Biden Says Republican Midterm Victory Would Be “Assault on Democracy”

In an incendiary speech Wednesday at historic Union Station, located next to the U.S. Capitol in Washington, D.C., President Joe Biden warned that if Republicans win a majority in the U.S. House of Representatives and the U.S. Senate next Tuesday, it would be an “assault on democracy.”

While one might understandably wonder how it could be an “assault on democracy” if the American voting public cast their ballots for one political party over another political party, Biden used the recent attack on House Speaker Nancy Pelosi’s husband, Paul, in crime-ridden San Francisco, to make that very argument.

Noting that when a mob entered the Capitol on January 6, with some shouting, “Where’s Nancy?” Biden cited media reports that the man who assaulted Pelosi’s husband with a hammer shouted the same thing.

“Those were the very same words used by the mob when they stormed the United States Capitol on January the 6th, when they broke windows, kicked in doors, brutally attacked law enforcement, roamed the corridors hunting for officials and erected gallows to hang the former Vice President Mike Pence,” Biden said.

He added, “We don’t settle our differences with a riot, or a mob, or a bullet, or a hammer. We settle them peaceably at the ballot box.”

“This is no ordinary year,” Biden insisted. “In a typical year, we are not often faced with the question of whether the vote we cast will preserve democracy or put it at risk. But we are this year.”

Why is this? According to Biden, “You know, American democracy is under attack because the defeated former president of the United States refused to accept the results of the 2020 election. He refuses to accept the will of the people. He refuses to accept the fact that he lost. He has abused his power and put loyalty to himself before law under the Constitution.”

And, Biden claimed, it is not just Trump who is the problem, but a majority of the Republican members of Congress, whom he dubbed “Extreme MAGA Republicans.” He called attention to Republican candidates for other races, as well. “As I stand here today, there are candidates running for every level of office in America: for Governor, for Congress, for Attorney General, for Secretary of State who won’t commit to accepting the results of the elections they’re in.”

Biden failed to mention the history of Democrats who have refused to accept the results of elections that they lost. When Donald Trump won his surprising victory over Democrat Hillary Clinton in 2016, Clinton insisted that Trump was “illegitimate.” She was joined by several other Democrats — including members of the House of Representatives — who challenged the certification of the electoral votes on January 6, 2017.

He also failed to mention the refusal of Georgia Democrat Stacey Abrams to accept the outcome of the 2018 Georgia gubernatorial race after her defeat by 50,000 votes.

And, Biden neglected to condemn the violent assaults on Republican officeholders, such as the attack on Senator Rand Paul on his own front lawn by an angry supporter of socialist Senator Bernie Sanders, or the attempted murder of Representative Steve Scalise by another devotee of Sanders.

Senator Paul questioned Biden’s remarks, arguing that “for all the attack upon democracy,” Biden is ignoring the threats to the right of free speech, protected in “our constitutional republic.” Paul accused Biden’s party of being the “party of authoritarianism,” as the government — under Biden — colludes with social-media giants to suppress free speech.

Yet, Biden’s allies at the Brookings Institution have charged that more than 340 congressional candidates on the November 8 ballot have expressed what it — and their corporate media allies — has repeatedly called “false claims” that the 2020 election was flawed.

Biden’s references to the January 6, 2021 assault on the U.S. Capitol — for which he blames Trump for challenging the outcome of the 2020 presidential election — also ring hollow, when he has never issued one word of condemnation of the deadly riots that swept the country in the summer of 2020, riots that included an attempt to storm the White House itself. The attack on the White House was unsuccessful only because scores of Secret Service agents fought off that mob, suffering multiple injuries.

House Minority Leader — almost certainly soon to be Majority Leader — Kevin McCarthy referred to Biden’s speech as a diversion from the real issues facing the nation. “President Biden is trying to divide and deflect at a time when America needs to unite — because he can’t talk about his policies that have driven up the cost of living. The American people aren’t buying it.”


*ACTIVITY*
Read through the data, and wherever a line holds the word "bottom", write that line out.

* * * *

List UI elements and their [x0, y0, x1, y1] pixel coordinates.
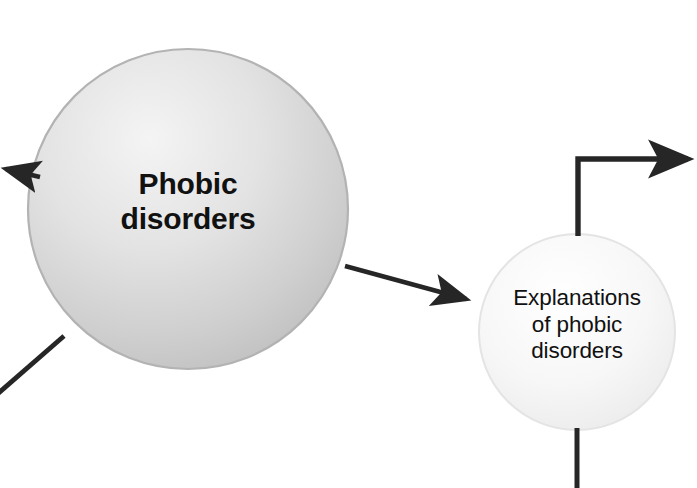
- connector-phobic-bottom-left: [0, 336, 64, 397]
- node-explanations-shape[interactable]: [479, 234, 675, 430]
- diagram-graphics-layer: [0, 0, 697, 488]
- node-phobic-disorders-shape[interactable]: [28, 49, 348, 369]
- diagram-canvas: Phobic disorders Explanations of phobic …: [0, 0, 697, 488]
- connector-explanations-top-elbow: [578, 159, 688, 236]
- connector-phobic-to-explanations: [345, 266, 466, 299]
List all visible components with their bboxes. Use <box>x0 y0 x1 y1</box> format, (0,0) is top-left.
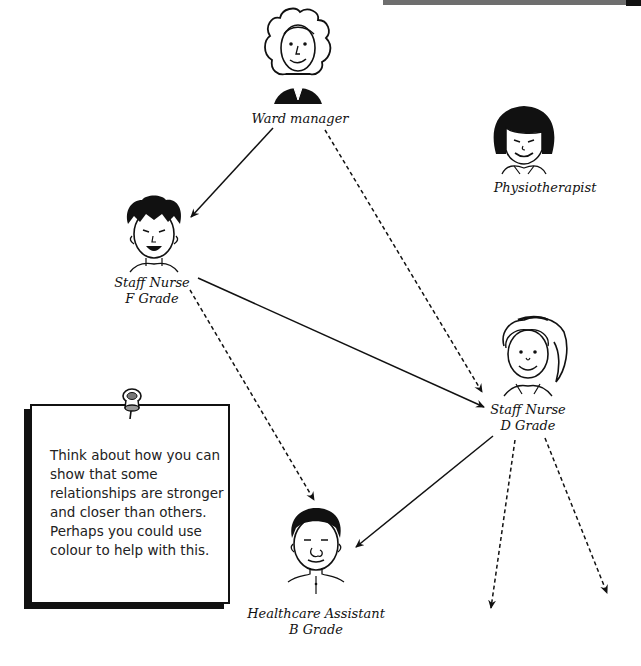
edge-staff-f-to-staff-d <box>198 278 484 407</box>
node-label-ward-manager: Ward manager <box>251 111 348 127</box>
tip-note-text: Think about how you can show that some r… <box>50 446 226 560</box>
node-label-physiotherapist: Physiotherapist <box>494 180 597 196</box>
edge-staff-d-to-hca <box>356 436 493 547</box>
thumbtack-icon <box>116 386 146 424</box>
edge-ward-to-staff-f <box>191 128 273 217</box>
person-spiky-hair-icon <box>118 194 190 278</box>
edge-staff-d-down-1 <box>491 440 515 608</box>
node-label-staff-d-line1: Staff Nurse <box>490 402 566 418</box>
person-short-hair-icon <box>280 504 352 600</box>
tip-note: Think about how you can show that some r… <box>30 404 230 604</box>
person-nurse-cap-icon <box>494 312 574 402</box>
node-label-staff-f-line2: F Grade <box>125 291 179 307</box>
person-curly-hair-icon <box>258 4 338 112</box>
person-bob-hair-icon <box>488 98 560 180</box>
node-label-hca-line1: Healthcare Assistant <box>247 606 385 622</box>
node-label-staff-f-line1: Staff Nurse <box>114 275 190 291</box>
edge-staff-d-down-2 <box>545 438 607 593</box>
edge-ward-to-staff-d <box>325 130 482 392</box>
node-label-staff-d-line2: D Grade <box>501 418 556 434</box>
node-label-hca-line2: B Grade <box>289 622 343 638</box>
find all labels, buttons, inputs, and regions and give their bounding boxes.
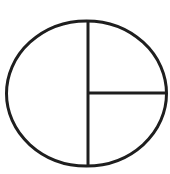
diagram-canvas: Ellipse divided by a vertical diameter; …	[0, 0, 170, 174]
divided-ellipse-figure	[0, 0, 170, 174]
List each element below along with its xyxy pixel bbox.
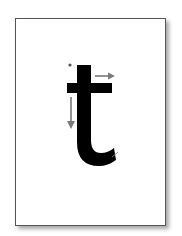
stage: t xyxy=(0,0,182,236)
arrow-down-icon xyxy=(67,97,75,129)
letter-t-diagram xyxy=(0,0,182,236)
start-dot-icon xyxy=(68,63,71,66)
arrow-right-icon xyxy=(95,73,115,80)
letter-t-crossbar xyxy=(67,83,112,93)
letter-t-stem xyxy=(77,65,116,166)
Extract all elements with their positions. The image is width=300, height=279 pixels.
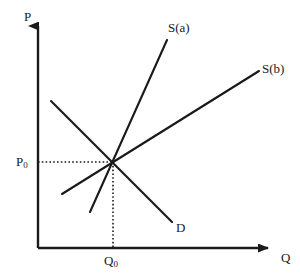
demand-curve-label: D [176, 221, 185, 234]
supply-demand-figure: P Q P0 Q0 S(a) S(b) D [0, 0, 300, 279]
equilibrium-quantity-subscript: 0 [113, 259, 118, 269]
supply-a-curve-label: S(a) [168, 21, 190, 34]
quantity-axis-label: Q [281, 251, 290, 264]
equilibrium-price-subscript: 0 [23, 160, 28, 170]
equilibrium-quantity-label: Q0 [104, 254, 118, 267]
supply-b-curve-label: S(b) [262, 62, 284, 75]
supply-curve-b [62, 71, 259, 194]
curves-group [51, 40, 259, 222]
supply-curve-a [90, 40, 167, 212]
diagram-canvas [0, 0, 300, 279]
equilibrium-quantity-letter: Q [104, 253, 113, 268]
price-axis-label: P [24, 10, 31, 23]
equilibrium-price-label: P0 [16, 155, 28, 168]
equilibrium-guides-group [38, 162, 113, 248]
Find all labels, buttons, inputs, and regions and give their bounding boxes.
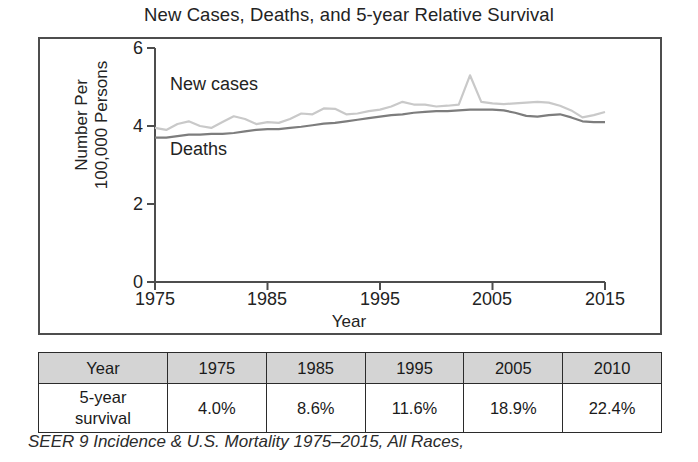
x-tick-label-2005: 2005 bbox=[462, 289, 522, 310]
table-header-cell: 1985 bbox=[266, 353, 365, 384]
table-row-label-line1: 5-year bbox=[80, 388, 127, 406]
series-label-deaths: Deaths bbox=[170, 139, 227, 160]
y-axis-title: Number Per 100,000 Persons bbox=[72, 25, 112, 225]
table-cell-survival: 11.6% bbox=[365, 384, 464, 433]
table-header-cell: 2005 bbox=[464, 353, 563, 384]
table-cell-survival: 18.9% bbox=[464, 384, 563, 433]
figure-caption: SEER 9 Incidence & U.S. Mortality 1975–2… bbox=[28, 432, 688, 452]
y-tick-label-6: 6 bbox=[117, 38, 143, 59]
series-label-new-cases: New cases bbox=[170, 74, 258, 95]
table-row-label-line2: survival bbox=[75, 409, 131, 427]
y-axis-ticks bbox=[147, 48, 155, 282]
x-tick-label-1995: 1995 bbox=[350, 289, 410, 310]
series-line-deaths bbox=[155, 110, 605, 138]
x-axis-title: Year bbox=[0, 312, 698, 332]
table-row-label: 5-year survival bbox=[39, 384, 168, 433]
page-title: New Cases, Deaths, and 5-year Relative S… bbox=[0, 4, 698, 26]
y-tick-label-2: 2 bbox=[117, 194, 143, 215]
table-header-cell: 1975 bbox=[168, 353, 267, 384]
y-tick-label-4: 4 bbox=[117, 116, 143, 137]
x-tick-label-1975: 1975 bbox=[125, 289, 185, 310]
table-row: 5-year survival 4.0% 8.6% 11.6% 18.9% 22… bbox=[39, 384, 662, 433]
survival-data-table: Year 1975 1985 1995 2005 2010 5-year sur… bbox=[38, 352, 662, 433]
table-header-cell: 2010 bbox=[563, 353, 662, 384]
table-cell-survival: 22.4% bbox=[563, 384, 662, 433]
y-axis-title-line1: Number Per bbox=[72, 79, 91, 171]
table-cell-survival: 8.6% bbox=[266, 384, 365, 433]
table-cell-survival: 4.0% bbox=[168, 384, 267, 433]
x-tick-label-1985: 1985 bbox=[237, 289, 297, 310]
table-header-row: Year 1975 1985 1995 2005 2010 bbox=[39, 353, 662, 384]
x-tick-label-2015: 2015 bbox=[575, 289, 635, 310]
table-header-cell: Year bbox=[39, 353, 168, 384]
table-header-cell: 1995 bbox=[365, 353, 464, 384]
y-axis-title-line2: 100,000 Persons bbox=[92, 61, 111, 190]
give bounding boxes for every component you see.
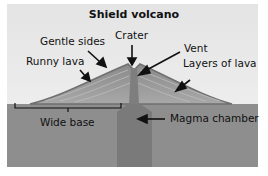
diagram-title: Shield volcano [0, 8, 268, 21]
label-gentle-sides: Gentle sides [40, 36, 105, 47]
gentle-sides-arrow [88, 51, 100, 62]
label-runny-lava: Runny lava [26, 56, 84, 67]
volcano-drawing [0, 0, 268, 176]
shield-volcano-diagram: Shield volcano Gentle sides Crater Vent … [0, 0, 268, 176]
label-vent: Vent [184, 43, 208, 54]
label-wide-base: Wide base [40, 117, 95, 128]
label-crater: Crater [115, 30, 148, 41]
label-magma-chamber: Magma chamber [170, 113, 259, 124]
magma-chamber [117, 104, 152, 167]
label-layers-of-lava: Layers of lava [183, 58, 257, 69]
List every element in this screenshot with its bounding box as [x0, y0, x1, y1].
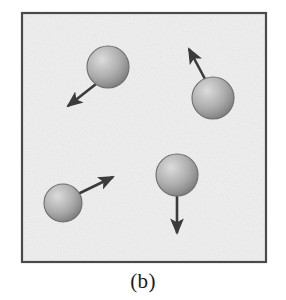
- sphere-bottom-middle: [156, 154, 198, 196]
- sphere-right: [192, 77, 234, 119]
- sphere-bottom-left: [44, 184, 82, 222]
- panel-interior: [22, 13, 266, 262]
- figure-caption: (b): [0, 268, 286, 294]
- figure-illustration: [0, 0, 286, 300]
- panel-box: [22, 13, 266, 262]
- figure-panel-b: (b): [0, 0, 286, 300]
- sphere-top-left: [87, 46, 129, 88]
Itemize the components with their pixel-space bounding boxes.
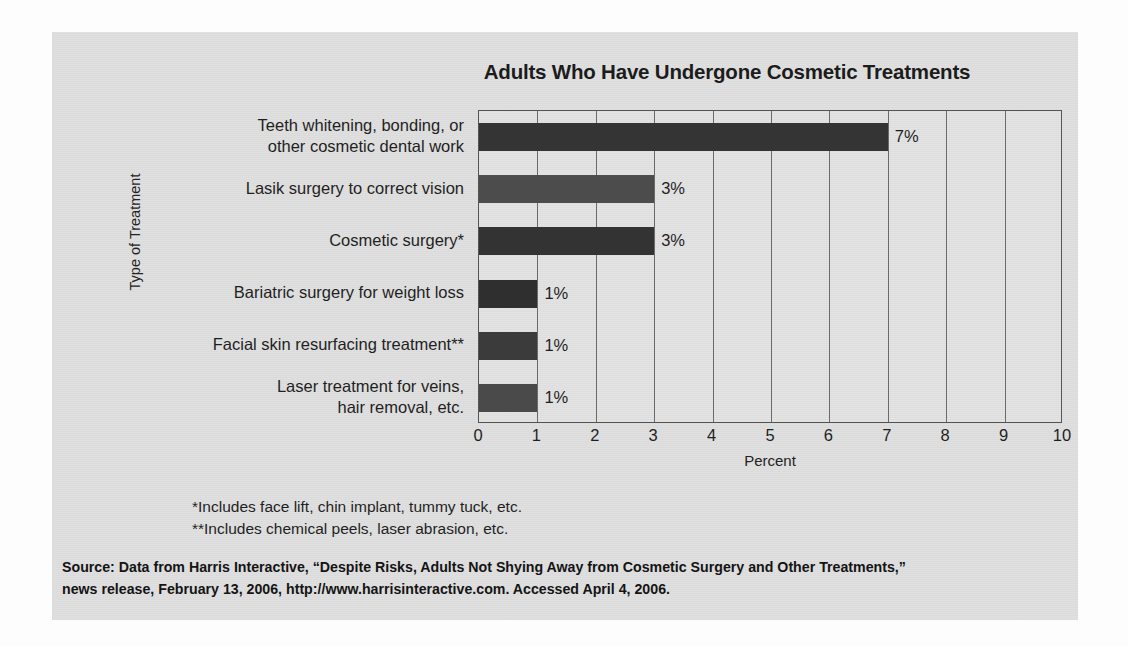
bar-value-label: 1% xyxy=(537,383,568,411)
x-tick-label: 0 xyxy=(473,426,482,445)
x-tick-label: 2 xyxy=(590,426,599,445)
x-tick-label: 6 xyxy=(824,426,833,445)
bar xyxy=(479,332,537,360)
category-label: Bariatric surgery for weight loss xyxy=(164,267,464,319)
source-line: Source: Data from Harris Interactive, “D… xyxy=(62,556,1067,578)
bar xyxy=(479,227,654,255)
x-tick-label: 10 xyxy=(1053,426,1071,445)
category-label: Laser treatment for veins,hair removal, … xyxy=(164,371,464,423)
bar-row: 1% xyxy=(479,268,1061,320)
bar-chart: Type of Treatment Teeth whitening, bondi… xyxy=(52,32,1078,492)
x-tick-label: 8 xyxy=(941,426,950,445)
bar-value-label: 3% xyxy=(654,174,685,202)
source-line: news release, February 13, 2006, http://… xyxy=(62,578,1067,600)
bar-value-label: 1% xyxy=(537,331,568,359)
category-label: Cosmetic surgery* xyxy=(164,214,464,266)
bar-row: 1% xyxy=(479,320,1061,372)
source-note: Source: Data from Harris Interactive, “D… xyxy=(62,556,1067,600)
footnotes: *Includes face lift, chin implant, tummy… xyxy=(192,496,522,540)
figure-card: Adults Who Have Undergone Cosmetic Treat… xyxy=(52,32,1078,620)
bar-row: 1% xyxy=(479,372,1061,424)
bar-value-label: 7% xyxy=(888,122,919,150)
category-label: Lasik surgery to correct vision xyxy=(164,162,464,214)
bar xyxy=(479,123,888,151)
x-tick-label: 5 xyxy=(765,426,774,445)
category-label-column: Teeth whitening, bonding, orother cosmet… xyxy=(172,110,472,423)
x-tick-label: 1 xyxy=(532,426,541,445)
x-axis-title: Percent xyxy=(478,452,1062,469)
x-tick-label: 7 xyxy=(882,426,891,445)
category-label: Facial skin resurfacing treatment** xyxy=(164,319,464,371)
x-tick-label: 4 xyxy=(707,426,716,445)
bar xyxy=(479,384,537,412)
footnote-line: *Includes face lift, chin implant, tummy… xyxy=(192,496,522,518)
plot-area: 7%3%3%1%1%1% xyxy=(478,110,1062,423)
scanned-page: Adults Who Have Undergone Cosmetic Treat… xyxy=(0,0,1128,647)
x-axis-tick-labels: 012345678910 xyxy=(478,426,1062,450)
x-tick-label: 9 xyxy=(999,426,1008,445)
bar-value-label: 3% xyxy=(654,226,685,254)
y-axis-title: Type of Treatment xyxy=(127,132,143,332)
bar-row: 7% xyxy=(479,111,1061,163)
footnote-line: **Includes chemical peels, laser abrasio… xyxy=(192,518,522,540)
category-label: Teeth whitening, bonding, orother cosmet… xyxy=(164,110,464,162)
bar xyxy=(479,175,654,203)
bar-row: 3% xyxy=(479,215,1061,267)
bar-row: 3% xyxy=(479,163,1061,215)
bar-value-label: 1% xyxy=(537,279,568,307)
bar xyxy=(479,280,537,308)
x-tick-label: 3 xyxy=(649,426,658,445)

* * * *

*ANSWER TO THE EXERCISE*
- connector-phobic-bottom-left: [0, 336, 64, 397]
- sphere-bottom-middle: [156, 154, 198, 196]
- sphere-bottom-left: [44, 184, 82, 222]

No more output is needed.